Shuttle-Mir Linkup Heralds Era of Space Cooperation
| BOSTON
WITH handshakes, hugs, and an exchange of gifts, a Russian-American cosmonaut-astronaut team has opened a new spaceflight era.
When the 100-ton United States shuttle Atlantis docked with the 123-ton Russian space station Mir yesterday morning, the two craft became one, and Russian-speaking astronauts and English-speaking cosmonauts began working as a unit.
This is the first time in spaceflight history that two such massive craft have joined to form a larger orbiting structure. And it inaugurates a new phase of the evolving Russian-American joint space-flight program.
But the linkup is more than a display of precision space flying. It illustrates the attention the two nations must pay to a myriad of details as they meld their manned spaceflight programs. The challenge, space officials explain, lies in harmonizing spaceflight capabilities that have developed with different languages, operating styles, and hardware.
They hope to work through that challenge during the seven shuttle/Mir missions planned for the next two years.
National Aeronautics and Space Administration (NASA) administrator Daniel Goldin had this in mind when he said that this flight - the first of those missions - opens "a new era of friendship and cooperation" that will "lay the foundation for construction of an international space station."
Atlantis pilot Charles Precourt has likened their linkup to two people bringing two fingertips together very slowly. The fingers have to be perfectly in line when they touch.
The union occurred at 9 a.m., Eastern time, 245 miles above a predetermined spot near the Russian-Mongolian border in Central Asia. The crews were shaking hands by 11. The margins for the linkup's success were tiny: two minutes on the clock and three inches on the ruler.
But Atlantis commander Robert Gibson and his crew have been maneuvering to make that kind of precision linkup since they left the launch pad at 3:32 p.m., Eastern time, Tuesday. Mir commander Vladimir Dezhurov and his crew - including American astronaut Norman Thagard - have been preparing to receive visitors. Their preparations paid off when Atlantis successfully docked to Mir.
These current operations reflect several years of negotiations, joint engineering work, training at each other's facilities, and general getting to know each other by both countries.
Americans, for example, were concerned about the reliability of the Russian docking mechanism on board Atlantis. Joint engineering work and testing have satisfied that concern. Russians wondered about the safety of bringing the 100-ton shuttle in contact with the 123-ton Mir. Too hard a bump, misdirected thruster firing, or a brush with a solar panel could damage Mir.
Both sides also wondered how they would handle an emergency in close-quarters maneuvering when two control centers speaking different languages are involved. Controllers had their first test last February when leaking thrusters on the shuttle Discovery threatened to curtail its close-in rendezvous with Mir. Valuable lessons were learned and mutual confidence established in successfully overcoming that threat.
Now both sides will be relying on each other more and more. Atlantis is carrying the Mir replacement crew - new Mir commander Anatoly Solovyev and Nikolai Budarin. It will bring back Lt. Col. Dezhurov, Gennady Strekalov, and Dr. Thagard.
There will be more such crew exchanges in the future as well as deliveries of key experiments and hardware. In October, for example, Atlantis is to bring up a new permanent docking port for Mir and additional solar panels. Each Atlantis mission will also bring water. In short supply on Mir, water is a waste product of shuttle fuel cell electric generators.
Next March, the shuttle-Mir program plans to set another landmark when astronauts Linda Godwin and Rich Clifford are to carry out the first US spacewalk outside Mir. They are to attach four experiments to Mir's docking module. This Atlantis visit also will bring astronaut Shannon Lucid to Mir for three months.
With the docking ceremonies over, the Atlantis and Mir crews have begun five days of scientific experiments, including crew physiological tests. They will be conducted both on Mir and in the Spacelab in Atlantis's cargo bay.
Thagard, who has been on orbit since March 14, has said he and his cosmonauts colleagues have been awaiting Atlantis's arrival eagerly because it's "our ride home." That involves one more new space flight detail - NASA will have visas ready when the two cosmonauts land July 7.
Both sides felt the importance of the event. Capt. Gibson said, "It's a great feeling to be here. We're lucky and we're honored and privileged to be part of this."
Yuri Semenov, head of a Russian aerospace firm said, "The two countries have a lot to learn from each other. Together, we can do much more than individually, and we hope that politicians will not interfere with our work and will actually assist us rather than be in our way," the Associated Press reported.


In the records below, find the line holding "pyautogui.click(x=<x>, y=<y>)" and the line holding "Task: Click on the button: Open asap". Set down both, with every line between them, exactly.

### [RECORD SET]

--

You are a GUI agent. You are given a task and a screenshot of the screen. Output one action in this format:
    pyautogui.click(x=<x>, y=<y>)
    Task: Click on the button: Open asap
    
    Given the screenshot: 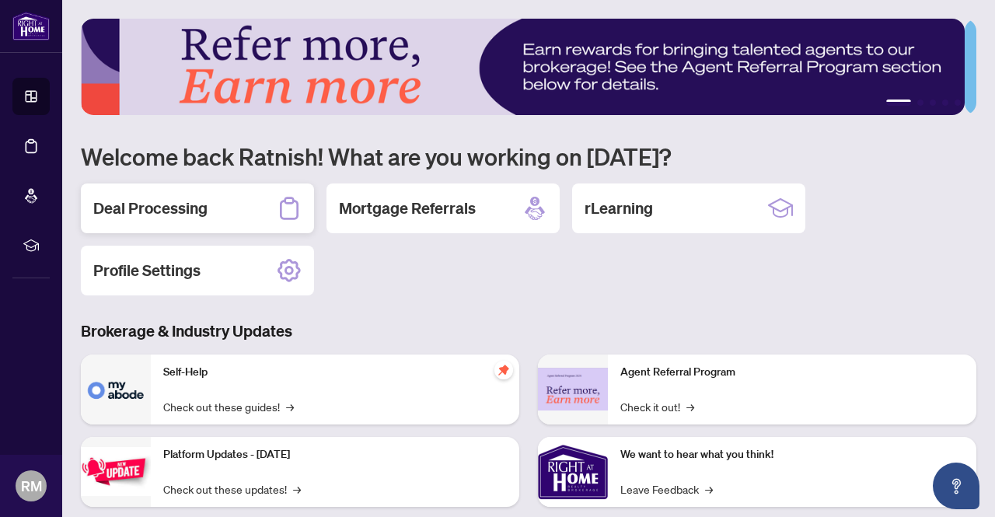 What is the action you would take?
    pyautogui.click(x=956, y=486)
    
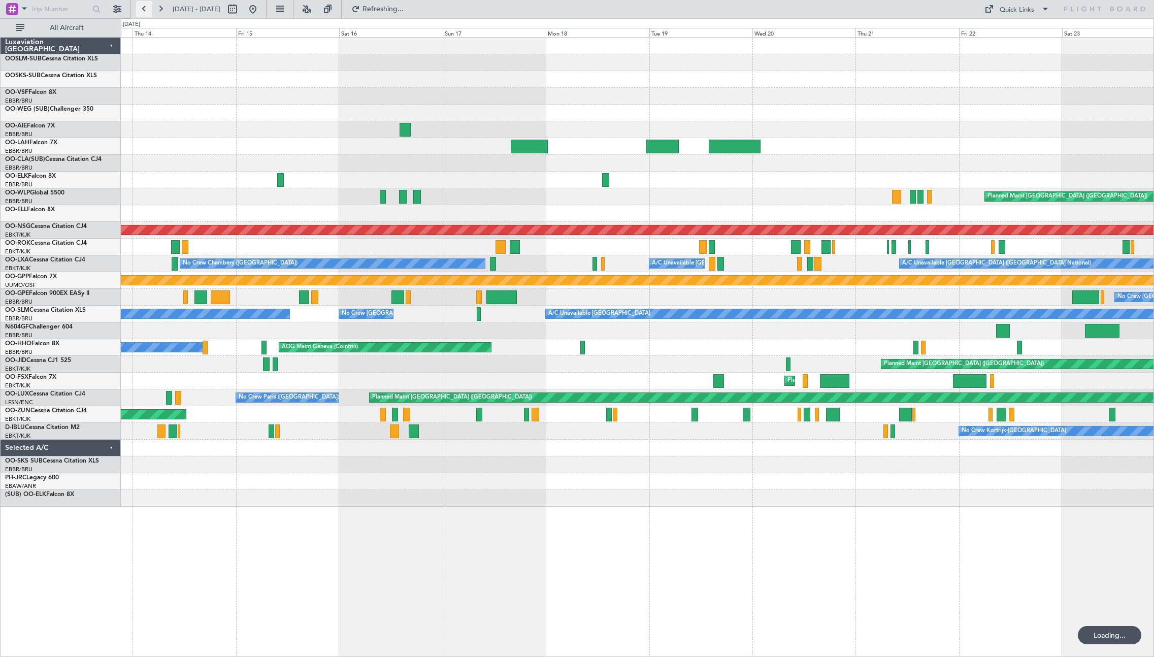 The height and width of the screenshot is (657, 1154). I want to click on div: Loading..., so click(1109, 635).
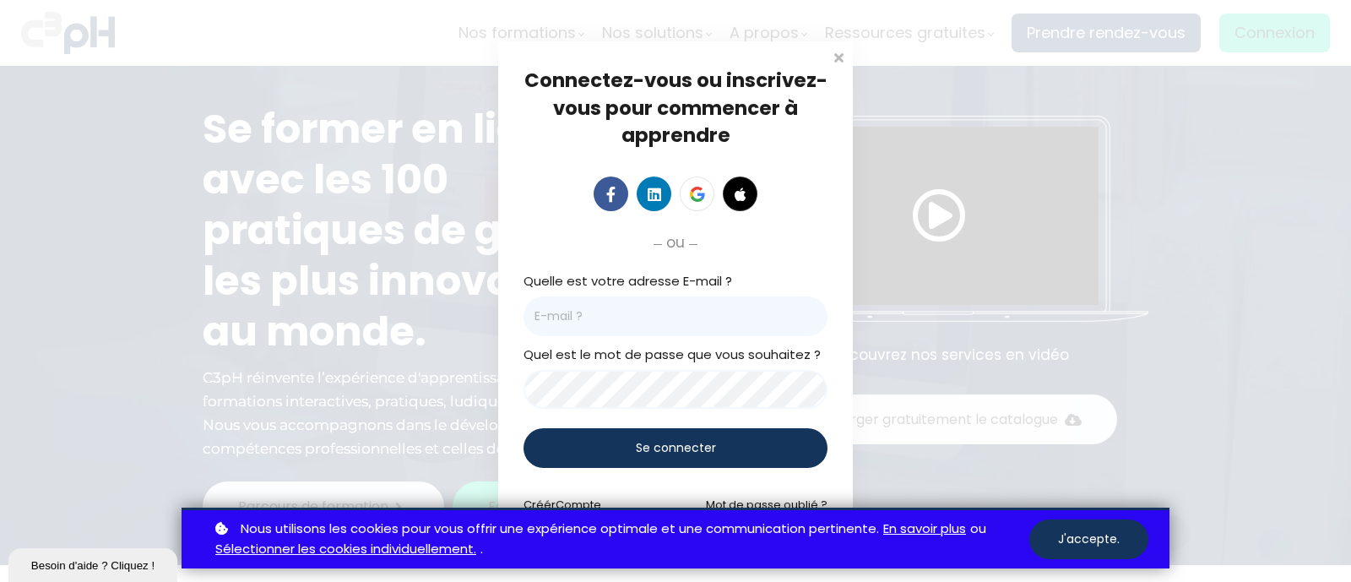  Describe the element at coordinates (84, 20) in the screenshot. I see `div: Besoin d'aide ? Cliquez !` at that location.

--

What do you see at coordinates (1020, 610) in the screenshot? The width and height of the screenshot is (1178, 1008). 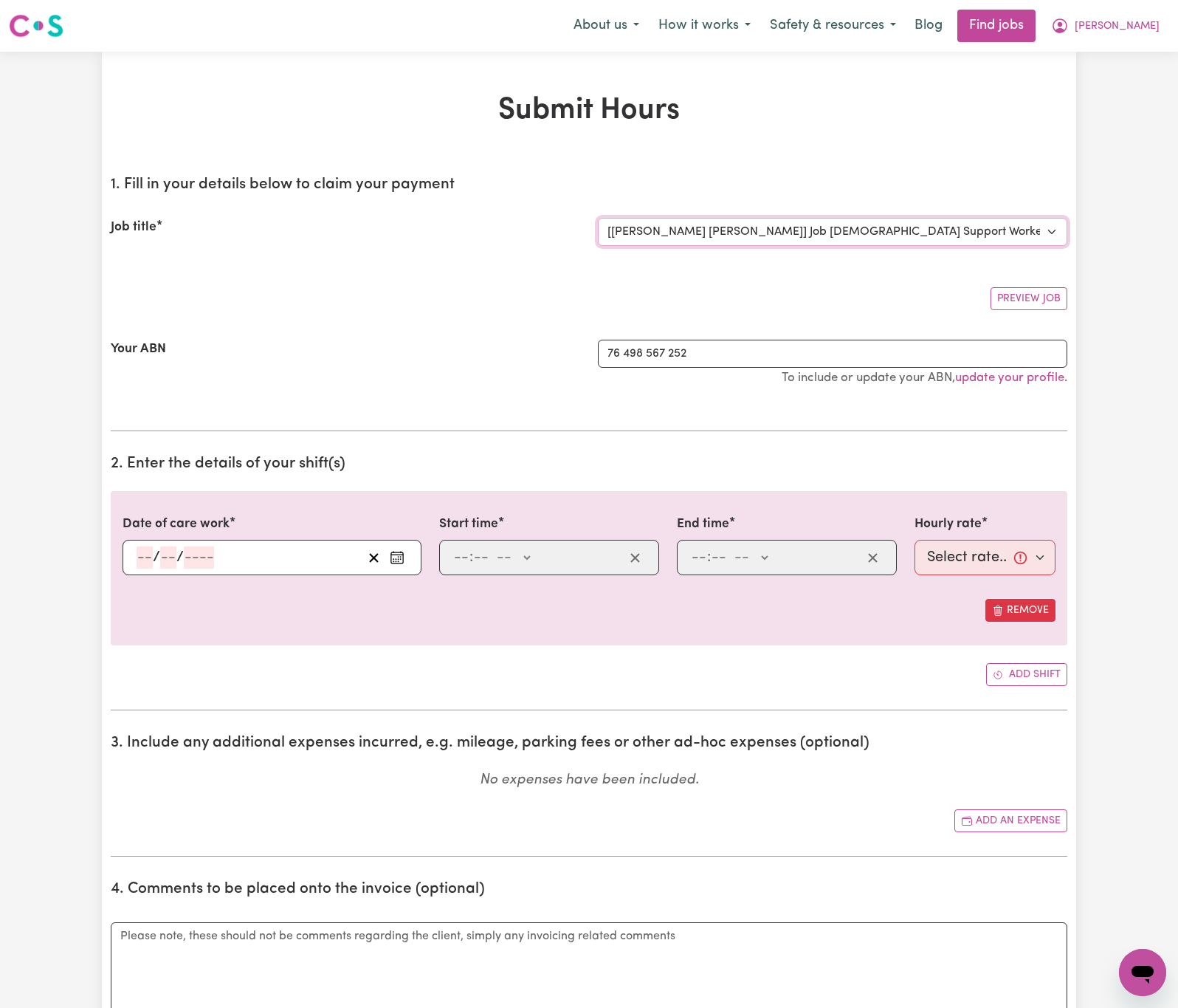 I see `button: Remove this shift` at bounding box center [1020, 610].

--

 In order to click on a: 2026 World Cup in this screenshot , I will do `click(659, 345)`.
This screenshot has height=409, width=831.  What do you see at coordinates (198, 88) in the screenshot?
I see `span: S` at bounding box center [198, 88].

--

### [REPLY TO THE EXERCISE]
    pyautogui.click(x=<x>, y=<y>)
    Task: Click on the button: Open asap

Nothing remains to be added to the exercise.